═══ Data provided ═══

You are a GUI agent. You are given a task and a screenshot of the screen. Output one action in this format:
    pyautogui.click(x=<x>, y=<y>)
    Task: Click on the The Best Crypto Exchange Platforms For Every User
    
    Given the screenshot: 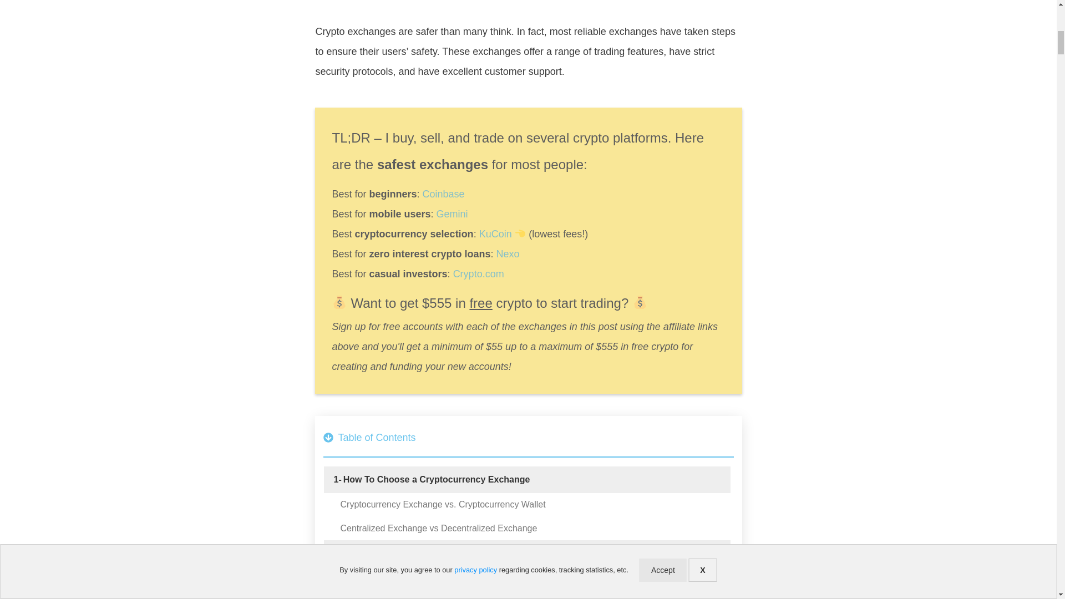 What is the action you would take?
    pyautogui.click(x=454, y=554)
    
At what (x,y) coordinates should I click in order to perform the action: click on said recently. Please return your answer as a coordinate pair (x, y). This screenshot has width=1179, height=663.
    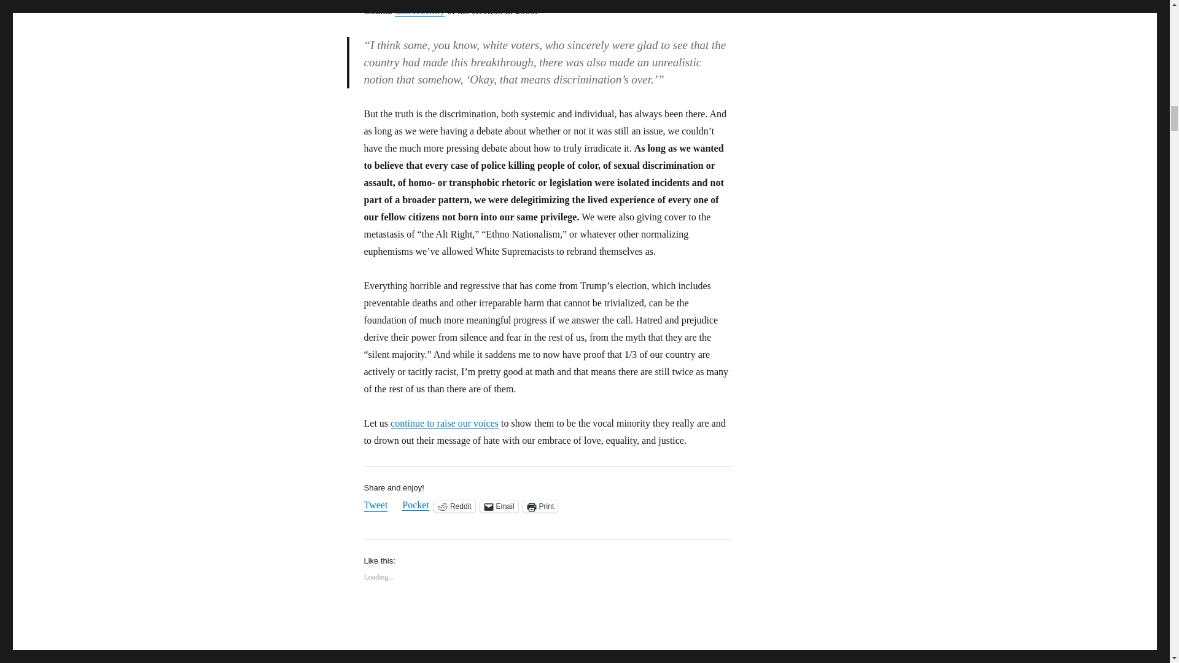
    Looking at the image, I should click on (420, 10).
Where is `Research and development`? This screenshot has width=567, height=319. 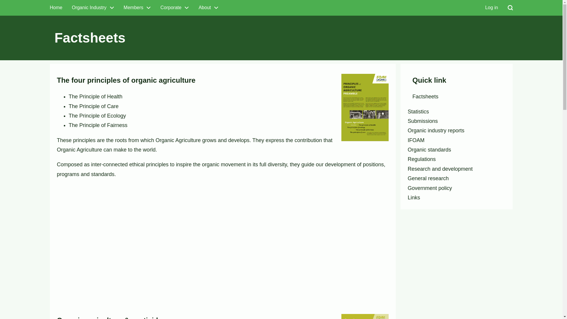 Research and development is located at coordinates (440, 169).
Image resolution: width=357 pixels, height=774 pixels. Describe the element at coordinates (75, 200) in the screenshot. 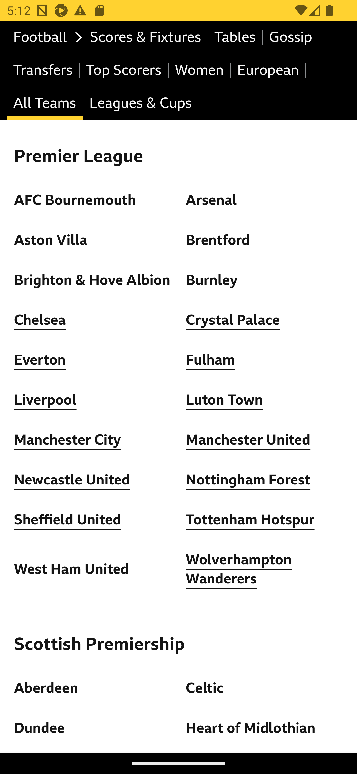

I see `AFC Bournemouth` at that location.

═══

Your instructions
Send back the lines of the records word for word, from the very first through the line containing "Task: Click on".

Task response
You are a GUI agent. You are given a task and a screenshot of the screen. Output one action in this format:
    pyautogui.click(x=<x>, y=<y>)
    Task: Click on the The Best Crypto Exchange Platforms For Every User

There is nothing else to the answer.